I find a lot of people use brokers with the wrong mental model.
They treat a home loan a bit like an NBN plan, a phone plan or an electricity provider. Basically, "who has the cheapest price?"
And look, I get it. I love a bargain as much as anyone. You should care about the rate; a small difference on a large loan adds up. But with home loans, the cheapest rate is not always the full answer, because you are not just buying a product. You are trying to get a lender to approve your specific situation.
The loan is a commodity. The approval is not.
Once a loan is set up, money is money. You make repayments, pay interest, and hopefully the lender leaves you alone.
But getting the loan approved is a different game. Banks have different policies, different risk appetites, different ways of reading income, different rules around deposits, different comfort levels with property types, and different tolerances for anything slightly outside the box.
So when someone opens with "what is the best rate you can get me?", it is not a bad question. It is just usually too early.
Why "best rate" without context is a trap
The trade-offs can matter a lot more than the last decimal place:
- One lender might have a cheaper rate but give you $80,000 less borrowing capacity.
- One might be great for simple PAYG income but weak for self-employed income.
- One might be strict on genuine savings; another better with overtime, allowances, bonus or commission income.
- One might be fine with you as the borrower, but not love the property you are buying.
Sometimes the cheapest lender is still the right lender. Great, easy win. But sometimes the cheapest lender is not the one that gives you the result you actually need, and that part does not show up on a comparison website. It is the same reason two brokers can quote you different borrowing capacities: the answer depends on which lender is doing the reading.
The details that change the answer
A broker can do a much better job knowing: what you are trying to buy and the price range; how much deposit you have and where it came from; whether you are self-employed; whether your income includes overtime, bonuses, casual hours, commission or allowances; whether you have HECS, dependants or any credit history wrinkles; whether you are keeping another property; whether a government scheme is in play; and whether the property is a house, townhouse, apartment, acreage, new build or something unusual.
Every one of those details can move which lenders are suitable and what you can borrow. That is not paperwork for its own sake. It is the actual input to the answer.
The better conversation
Instead of "beat this rate", try: "Here is what I am trying to do. Which lenders are actually a good fit, what are the trade-offs, and where does rate sit in all of that?"
Then make the broker show their working. Why this lender? What are the alternatives? What am I giving up, and what am I gaining? Is this recommendation about rate, borrowing capacity, speed, policy fit, approval confidence, or structure?
A good broker should be comfortable with every one of those questions, because the goal is not to avoid talking about rate. It is to work out what actually matters before pretending the cheapest number on a screen is automatically the best answer.
How to spot a good broker from your side of the desk
When I posted this on Reddit, the comments added the other half of the picture, and they were right:
- They ask you questions without being prompted. If a broker does not dig into your situation before talking solutions, that is a red flag. You should not have to drag the fit conversation out of them.
- They respect your time. Responsiveness is part of the product. Deadlines in property are real, and a broker who cannot manage their own time cannot manage your settlement.
- You click with them. Buyers who shopped around for a broker they trusted consistently report getting more value than those who grabbed the first name they were given. You are allowed to interview brokers.
- They can explain the trade-offs in plain English. If you cannot repeat back why this lender was chosen, the explaining is not done.
What to do next
Before your first (or next) broker conversation, spend ten minutes writing down your actual situation: goal, price range, deposit and its source, income shape, debts, property type. Hand that over at the start. If you want to see what the structured version of that conversation looks like, our home loan process page walks through it step by step.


YOUR GOAL:
Reproduce every line below exactly as written; do not include the images.

INPUT FOR THIS TASK:

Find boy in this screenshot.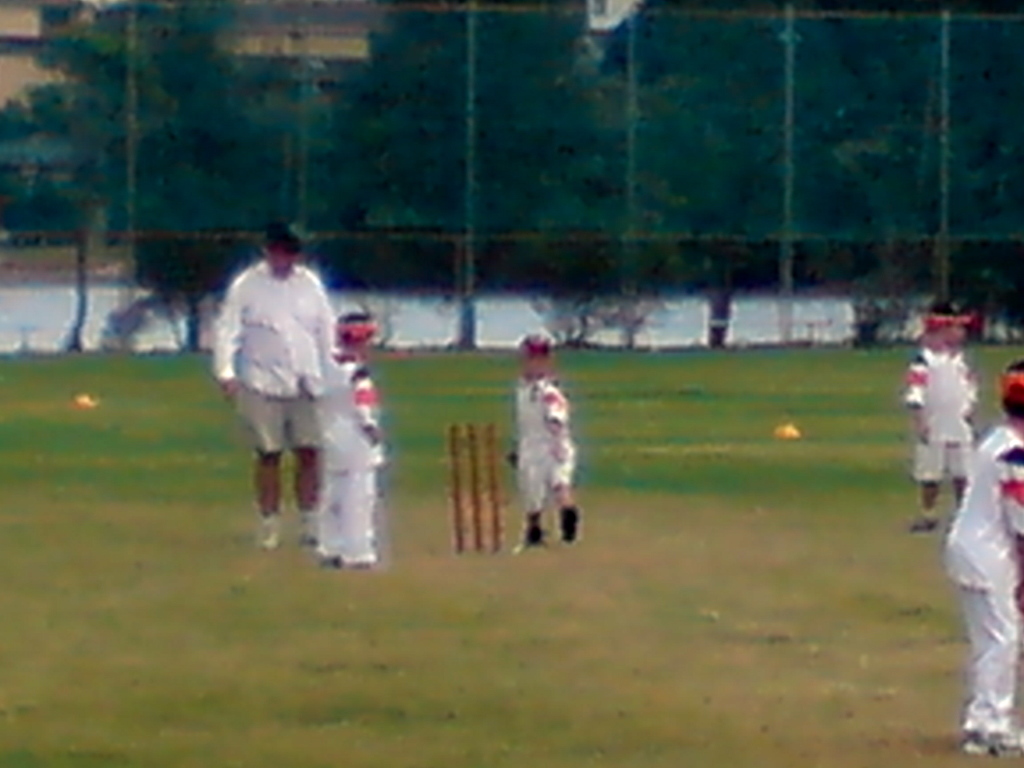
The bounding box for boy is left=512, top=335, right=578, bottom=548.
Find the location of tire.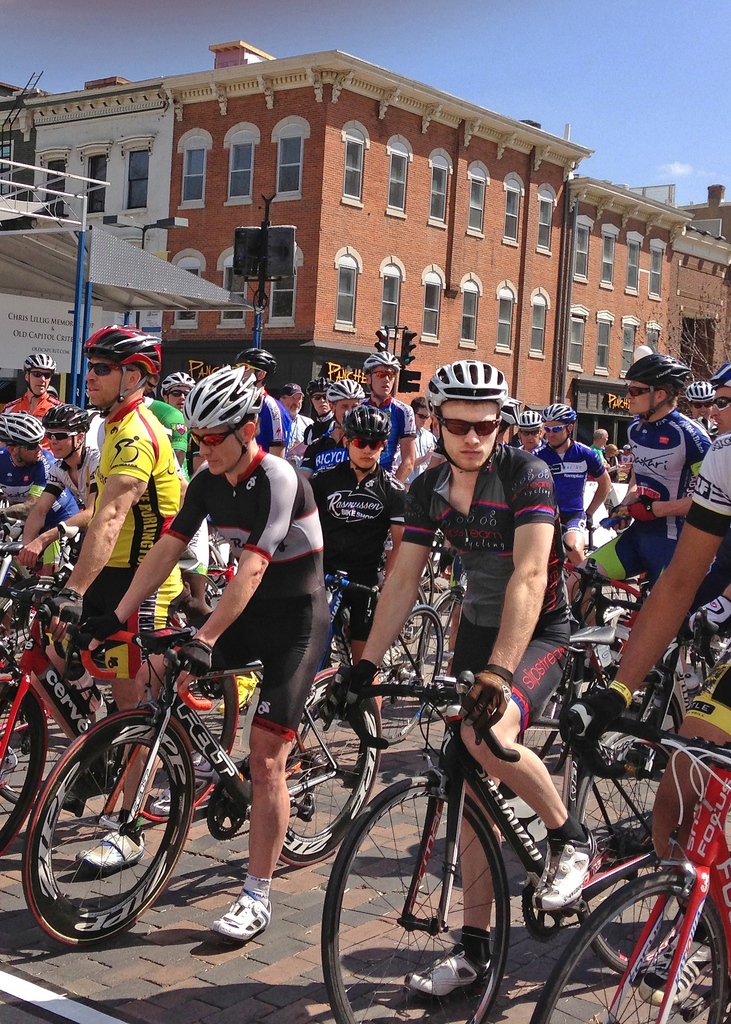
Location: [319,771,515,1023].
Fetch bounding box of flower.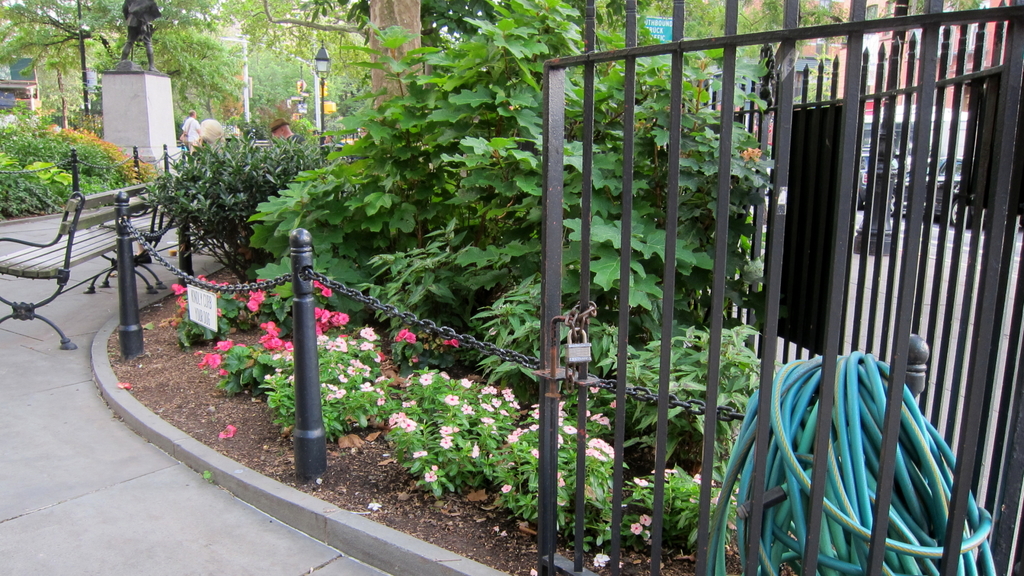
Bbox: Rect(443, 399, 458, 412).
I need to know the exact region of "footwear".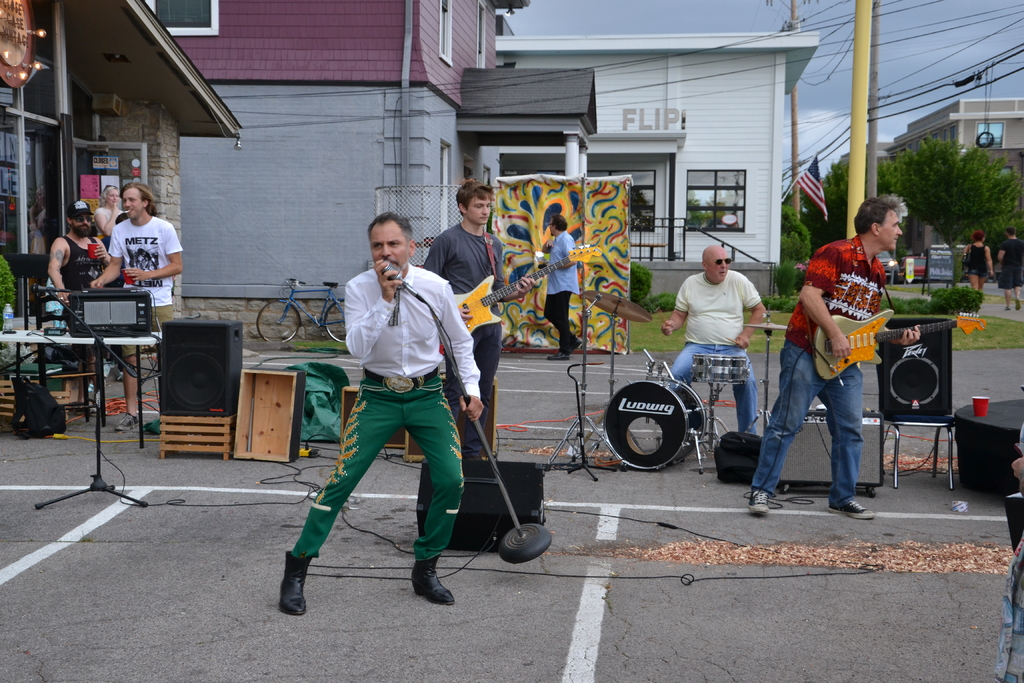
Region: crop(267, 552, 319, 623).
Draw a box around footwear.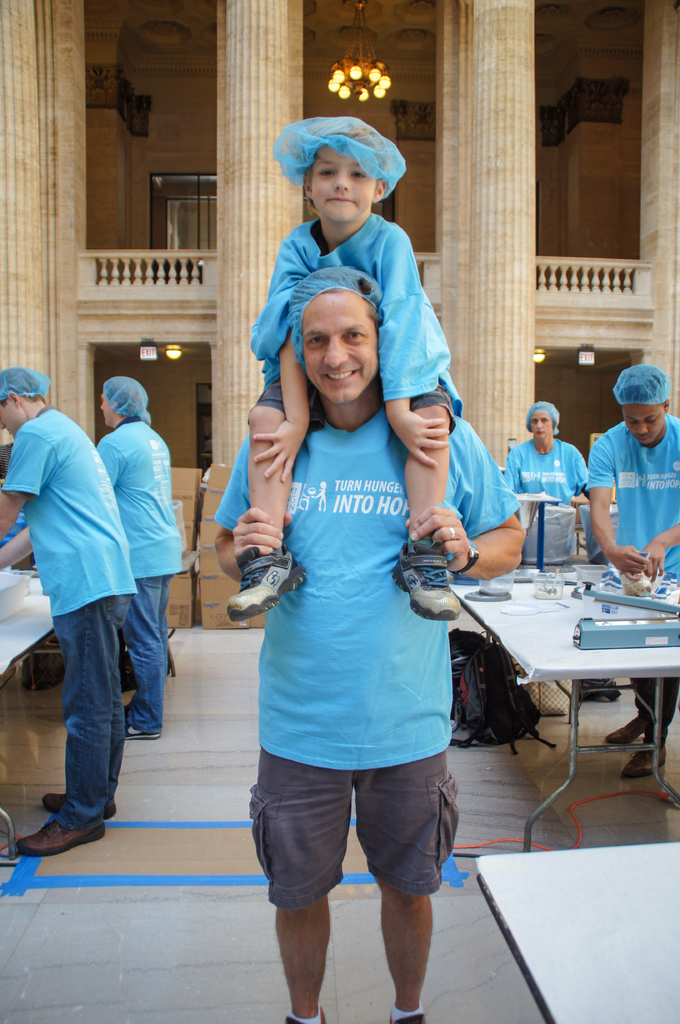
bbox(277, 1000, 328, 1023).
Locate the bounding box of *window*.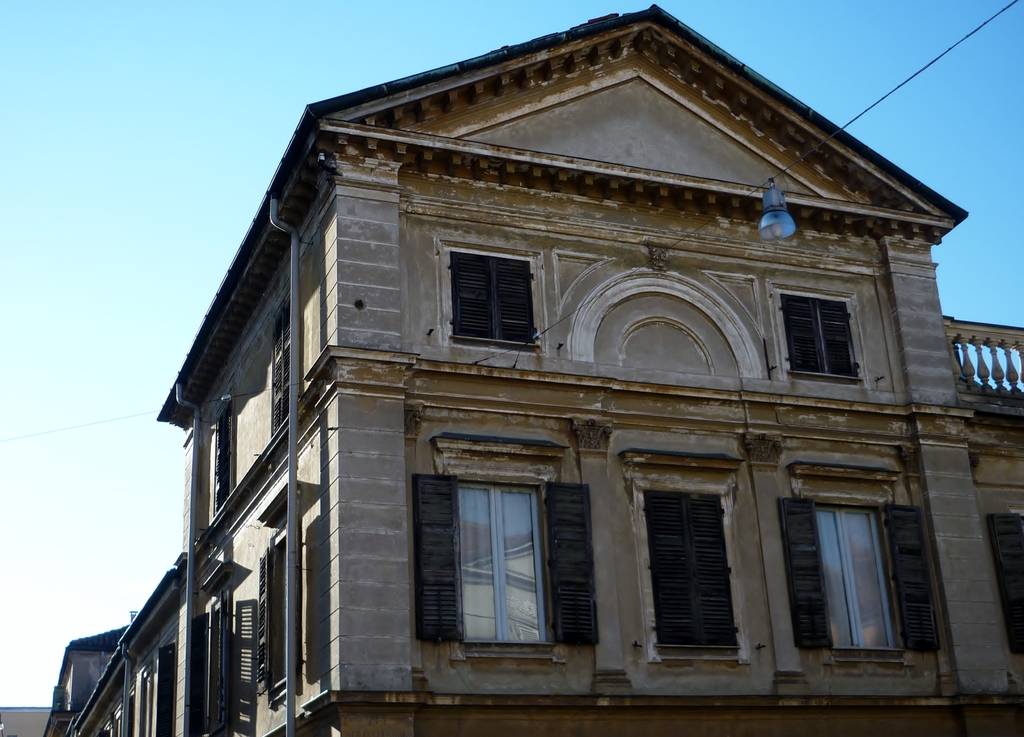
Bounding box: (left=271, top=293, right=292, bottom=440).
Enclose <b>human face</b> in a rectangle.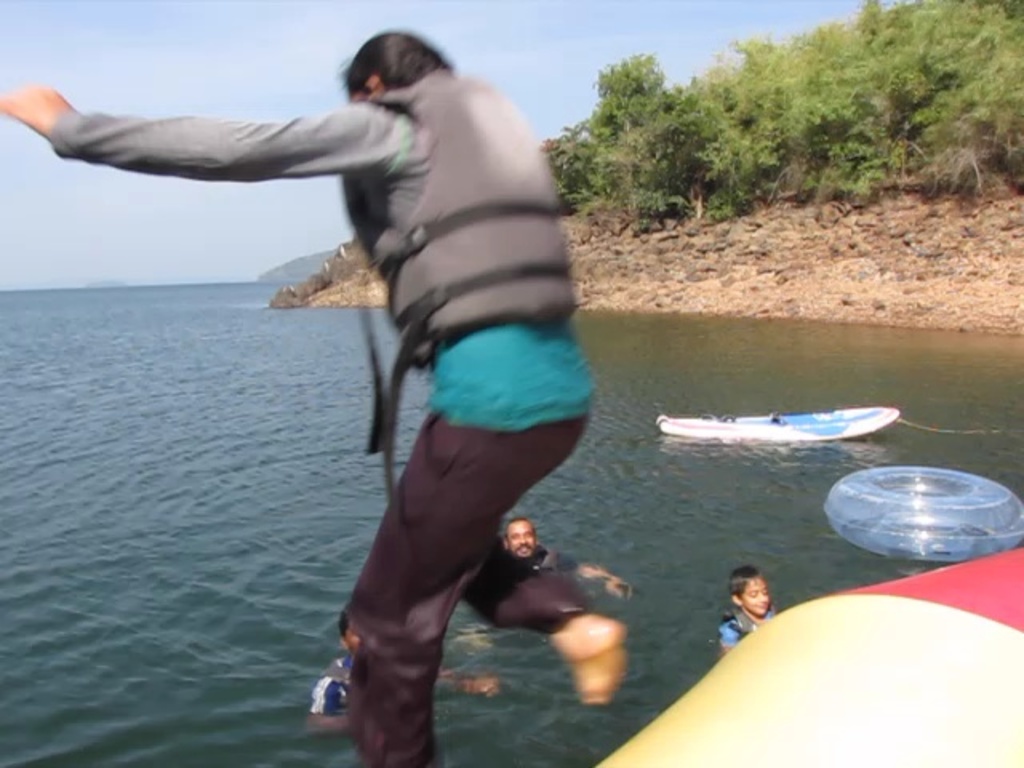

THE ANSWER:
Find boy in this screenshot.
The bounding box for boy is left=512, top=335, right=578, bottom=548.
Find the location of tire.
Location: [319,771,515,1023].
Fetch bounding box of flower.
Bbox: Rect(443, 399, 458, 412).
I need to know the exact region of "footwear".
Region: crop(267, 552, 319, 623).
Draw a box around footwear.
bbox(277, 1000, 328, 1023).
Locate the bounding box of *window*.
Bounding box: (left=271, top=293, right=292, bottom=440).
Enclose <b>human face</b> in a rectangle.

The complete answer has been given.